This summer, faculty in Barnard’s Chemistry Department were awarded major federal grants that will support them, individually and collaboratively, as they research a variety of topics. As a result, every tenure-track professor in the department is also a principal investigator (PI) on a federal grant.

Michael Campbell, assistant professor of chemistry, was awarded an MRI grant by the NSF for the purchase and installation of a 400 MHz Nuclear Magnetic Resonance (NMR) Spectrometer (an instrument that helps identify the structure of a molecule) at Barnard. The new tool will enhance research capabilities on campus and will allow faculty to introduce NMR spectroscopy to more students in organic chemistry lab courses. Buzzeo; Dina Merrer, assistant department chair and professor of chemistry; and Christian Rojas, professor of chemistry, are all co-PIs on the grant.

In May, Campbell was also awarded an American Chemical Society Petroleum Research Fund grant for his project, "The Importance of Nuclearity in the Redox Chemistry of Silver: New Mechanistic Pathways for Hydrocarbon Oxidation." The award will support the Campbell Group over a two-year period as Campbell conducts research to develop new reactivity for chemical synthesis using silver, which is cheaper and more abundant than commonly used metals such as iridium, palladium, or rhodium, and will provide funding to support student researchers with stipends to conduct summer research.

Christina Vizcarra, assistant professor of chemistry, received an NSF grant for more than $500,000 for the College to purchase a confocal and TIRF fluorescence microscope for increased hands-on training for students. The microscope will help support research projects spanning biochemistry, cell biology, developmental biology, and neuroscience; it will also help Vizcarra’s team observe filament-forming proteins. Among the students who will use the microscope are students enrolled in Barnard’s four-year Science Pathways Scholars Program – (SP)², which provides support for students who come from traditionally underrepresented backgrounds and who are interested in the sciences. Jennifer Mansfield, associate professor of biology, and Rae Silver, psychology’s Helene L. and Mark N. Kaplan professor of natural & physical sciences, are both co-PIs.
 
 Vizcarra was also awarded an NIH R15-AREA grant through the National Institute of Deafness and Other Communications Disorders to study proteins that are associated with hereditary deafness. In addition to research supplies, this award will support student researchers through the Summer Research Institute (SRI).

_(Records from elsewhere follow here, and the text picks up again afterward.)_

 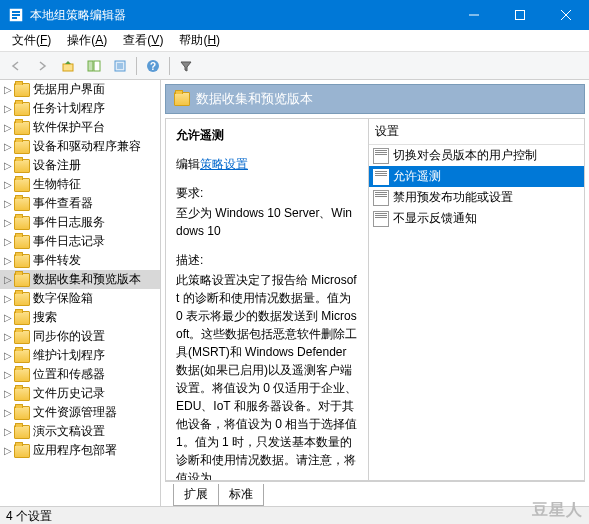 What do you see at coordinates (80, 242) in the screenshot?
I see `tree-item: ▷事件日志记录` at bounding box center [80, 242].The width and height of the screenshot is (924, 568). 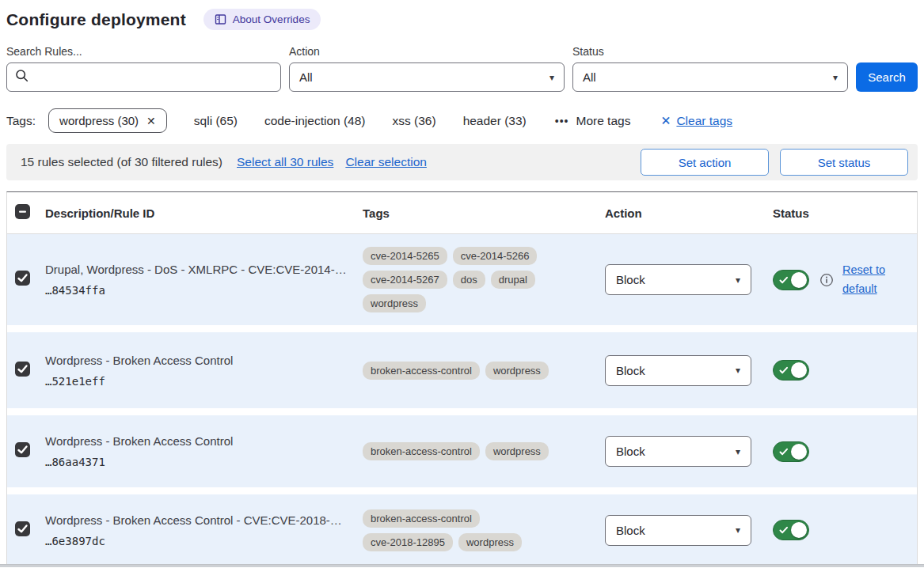 What do you see at coordinates (263, 19) in the screenshot?
I see `about-overrides-badge: About Overrides` at bounding box center [263, 19].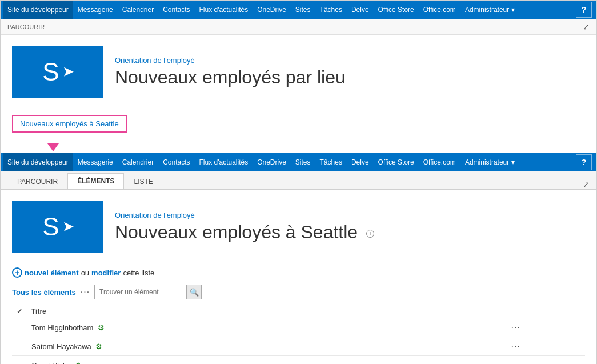 The width and height of the screenshot is (597, 364). Describe the element at coordinates (546, 328) in the screenshot. I see `row-dots-1: ···` at that location.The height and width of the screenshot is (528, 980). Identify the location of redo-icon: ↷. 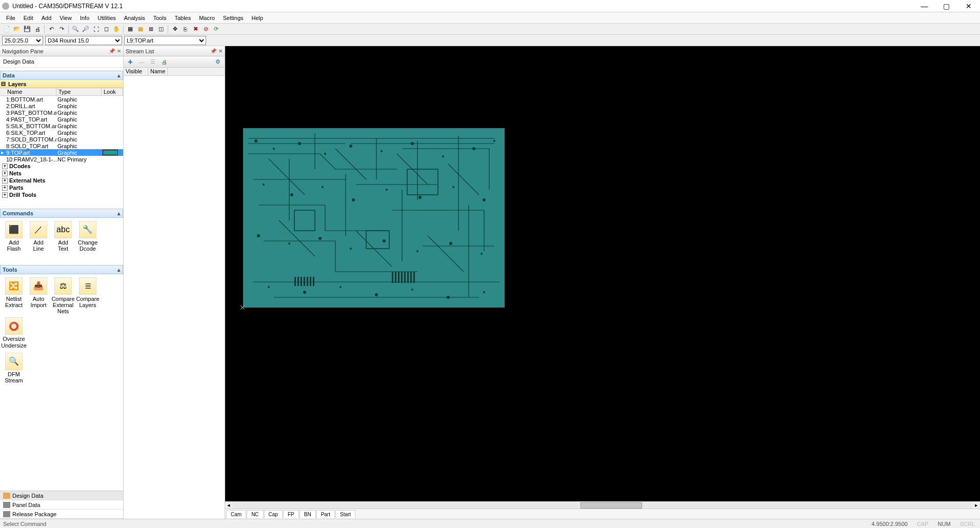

In July, Marisa Buzzeo ’01, associate professor of chemistry, was awarded a single-investigator grant from the National Science Foundation’s (NSF) Chemical Measurement and Imaging Program (RUI: Selenium-modified Electrodes: From Surface Reactivity to Biosensing Developments). This award will support ongoing electrochemical and spectroscopic studies by Buzzeo and her undergraduate research team to better understand the unique redox chemistry afforded by the essential trace element selenium.

 

 

 

Other Chemistry News:

Mary Sever, assistant professor of chemistry; Rachel Austin, chemistry department chair and Diana T. and P. Roy Vagelos professor; Christina Vizcarra; and Andrew Crowther, assistant professor of chemistry, were all awarded NSF grants in 2017. Merrer is the PI on an NSF grant to support a pilot program on food chemistry for high school teacher professional development, and Christian Rojas is finalizing an NIH grant on the project “Construction and Union of 2-Amino Sugar Building Blocks” and recently published a paper in the Journal of Organic Chemistry with Barnard student researchers.